Tuesday, July 7, 2009

Wednesday Randoms

  • The wife, as I type this sentence, is going to the police station now to start the process of getting Tony's visa.
  • I took Tony for a walk at 1000 am this morning. The humidity was unbearable. Both of us were sweating like buggers.
  • Tony gets excited by the presence of other children. Though, they don't seem excited by him.
  • David Warren writes a depressing but all too true assessment of the New America, that is the Obama of America. And he fears it may be too late to do anything about it. Conservatives are split along the lines of strongly opposed and those wanting to get along. The thing is that the people who take the attitude that "Oh come on! Obama isn't that bad!" are contemptible. It is not worth the trouble to get along with these people - they are only concerned with appearing to be morally correct while having the fashionable moral smugness that goes along with it. It is enough to make this fallible being of a blogger fall into despair.
  • The wife now tells me that the police told her Tony is Chinese till he goes to Canada. Then he is Canadian when he comes back. And so he doesn't need to get a visa now.
  • I wore my Brandon Wheat Kings shirt to the Canadian Consulate yesterday. Brandon is a small city in the province of Manitoba. The Wheat Kings are the city's hockey team and play in the Junior Western Hockey League. A man from Virden, Manitoba was also in the consulate yesterday and he asked me if I played for the Wheat Kings. Embarassingly, I had to say no. I can say I played hockey but I was never anything to write home about. My greatest accomplishment was to once score two goals in a game. However, the accomplishment was tainted by the fact that I could have had a hat trick. I had an open net, the puck was three feet from the goal line, but managed to raise or loft the puck so that it was five feet above the cross bar! I could hear team mates asking who did that. I kept quiet. The game ended in a six-six tie if I remember correctly.
  • Reading The Mill on the Floss brought tears to my eyes yesterday.
  • I should mention that the man from Virden was teaching English in Suzhou. He was curious about how I bought the apartment here in Wuxi. I told him the process was done in Jenny's name. He told me that a Chinese lawyer told him he could buy a property here in his name. But, only one.
  • WTU 364 is on my Youtube channel
  • Another column from David Warren full of choice quotes including this one: The "global warming" environmental movement ....assures an ever-heavier hand for .... statism in the future, which is why it is so evil. Statism (government), while necessary for some things, is always evil when it goes beyond what should be a narrowly proscribed role. Governments for instance should have nothing to do with food. As a student here told me when asking him if China needs a government run medical system, when the government run the restaurants here, there were no restaurants. And often people starved.
  • In the column cited above, Warren has praise for Thailand.
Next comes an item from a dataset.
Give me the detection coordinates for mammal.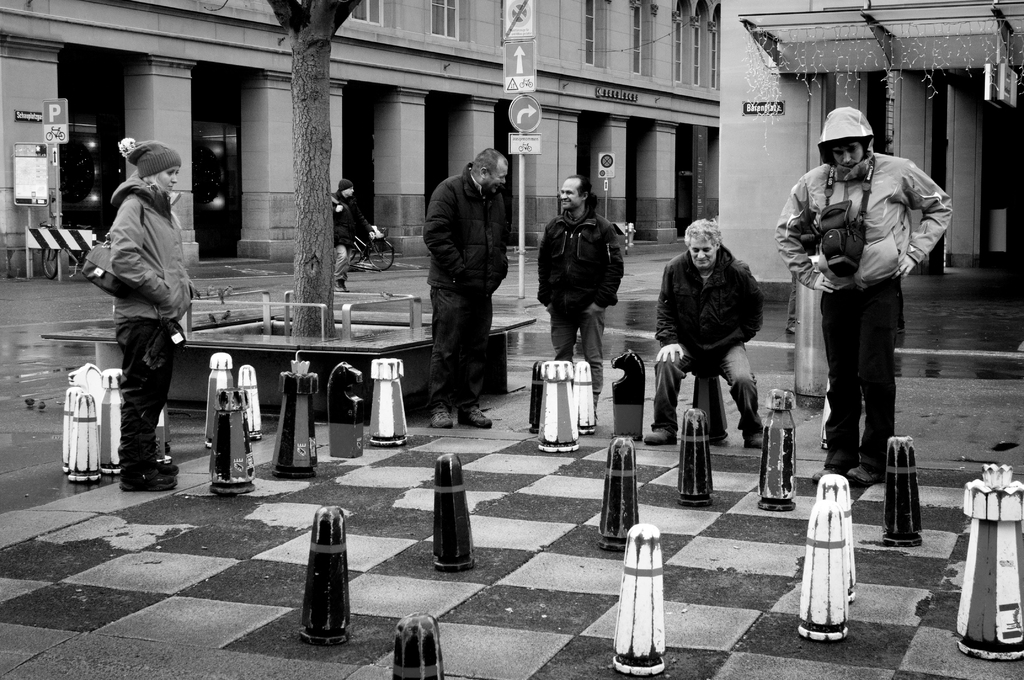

He cites it as one third-world country that never succumbed to Western imperialism and did not fall prey to London- and Paris-educated "cool" socialist politicians. So in Thailand, there are fewer mental obstacles in Thailand to letting the people solve their own problems. Warren then correctly states that Thailand has been a bust as a democracy. And yet, It may be precisely because the politicians rendered themselves so ineffectual in Thailand that the country has prospered. All he says is music to my ears, for it is the antidote to those who say they believe government has a role to play. It is also shows a paradoxical and illogical trait of Socialist thought. Socialists love to go on righteously about the evil effects of Western Imperialism, and yet it is the spread of the Socialist creed that was probably the worst effect of Western Imperialism. That and the hypocritical intolerance of the Left (witness Sarah Palin) and you can see why I don't want to be near this people or even want to meet them halfway, finding common ground.
  • I won't be taking Tony for an afternoon scooter ride. Too bloody hot.
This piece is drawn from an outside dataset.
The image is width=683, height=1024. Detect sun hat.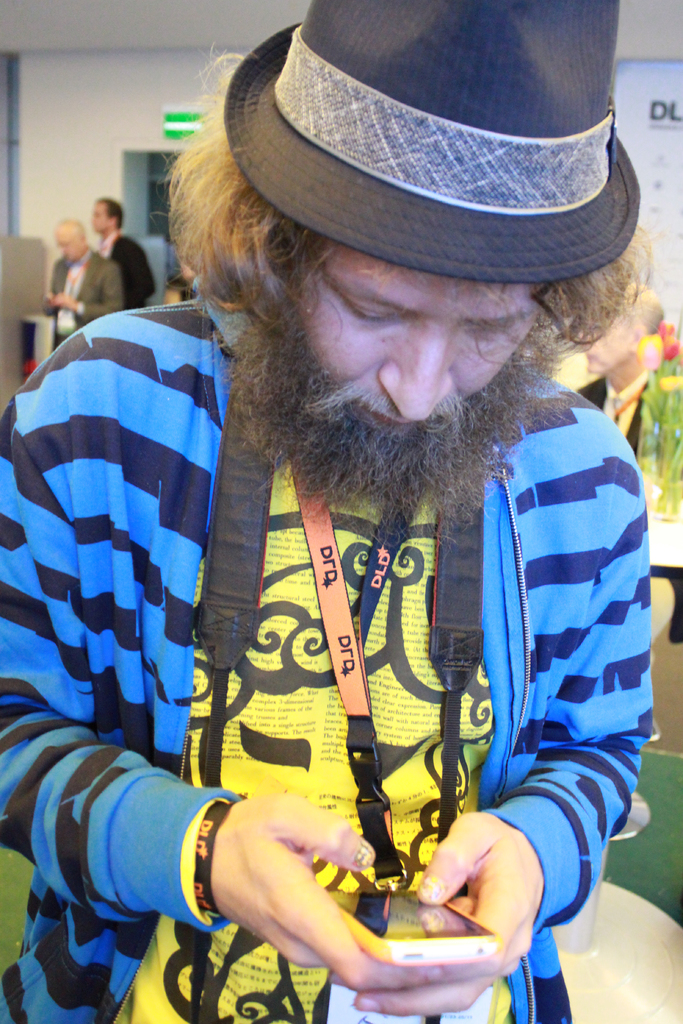
Detection: [215,0,641,278].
  • I buy Tony a new toy but he is more intrigued by an empty milk formula can. It is a good thing I say because it shows he has his own imagination and ways of amusing himself.
  • Going to the Foreign Language Bookstore in Shanghai yesterday, I was on a budget of 20 rmb. I searched high and low for one suitable volume. I was almost going to buy another George Eliot novel (but the blurb had to have a recommendation from Virginia Woolf). I was also leaning towards buying a Sherlock Holmes anthology but having some Holmes already, I didn't want to make the mistake of buying something I already had. I came across a copy of Under Western Eyes that was unfortunately water-logged. I saw a copy of Wealth of Nations for 35 rmb. I even thought to break my rule and buy a 70 rmb copy of the Monkey, a Chinese story translated by the great Arthur Walley. But then I found a copy of A Connecticut Yankee in King's Arthur's Court by Mark Twain for 16....
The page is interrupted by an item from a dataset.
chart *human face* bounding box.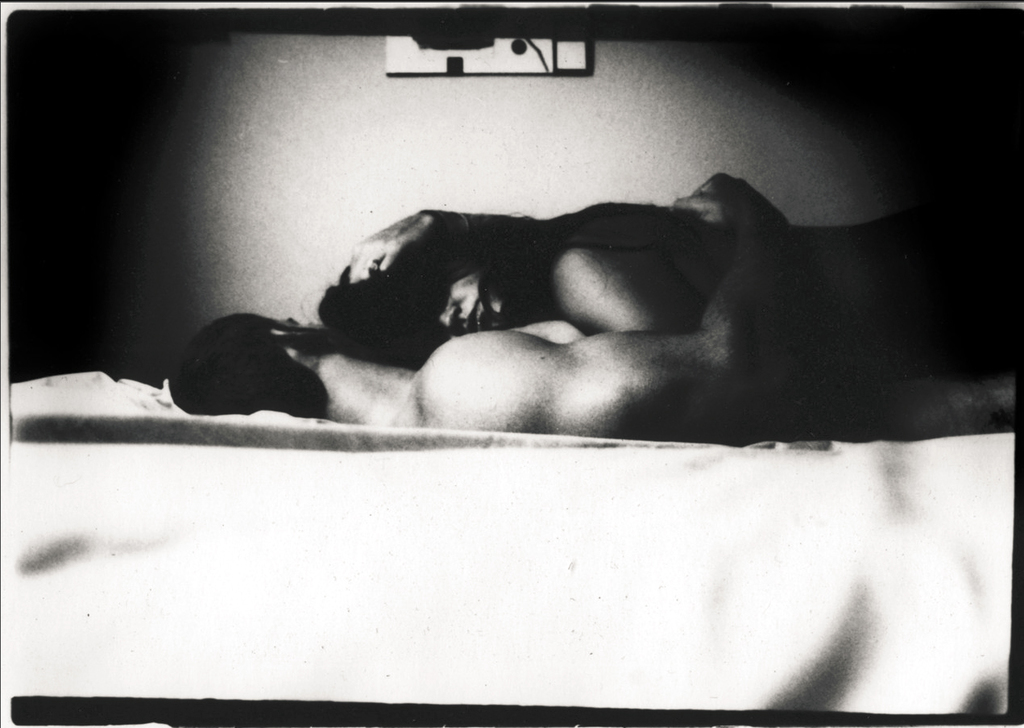
Charted: 429:272:508:337.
  • Why is it asking a simple question can be more trouble than it is worth?
  • Tuesday is free day at the Shanghai Museum. I killed a hour yesterday by wandering it. The coin section was interesting as was the Chinese painting section. I love those paintings with the mountains and trees, looking simple and yet elegant.
  • My scooter tire was fixed yesterday. They had to put in a new intertube. The flat tire was caused a tire gremlin that managed to puncture the sidewall with a nail that had originally been under the tire.
  • In the country of my ancestry, Latvia, souls are being used as collateral in loans. I don't think that would go over in Wuxi. And there isn't a Wuxi Expat I know whose soul I would accept as collateral if I was a bank manager. Talk about toxic assets!!!
  • Caritas in Veritate is here! Caritas in Veritate is here! Here is Spengler's take on it
  • The leader who caused the riots in Urumqi lives in America. So I read in the China Daily yesterday. Will, Oprah give him up to the Chinese in a bid to find common ground?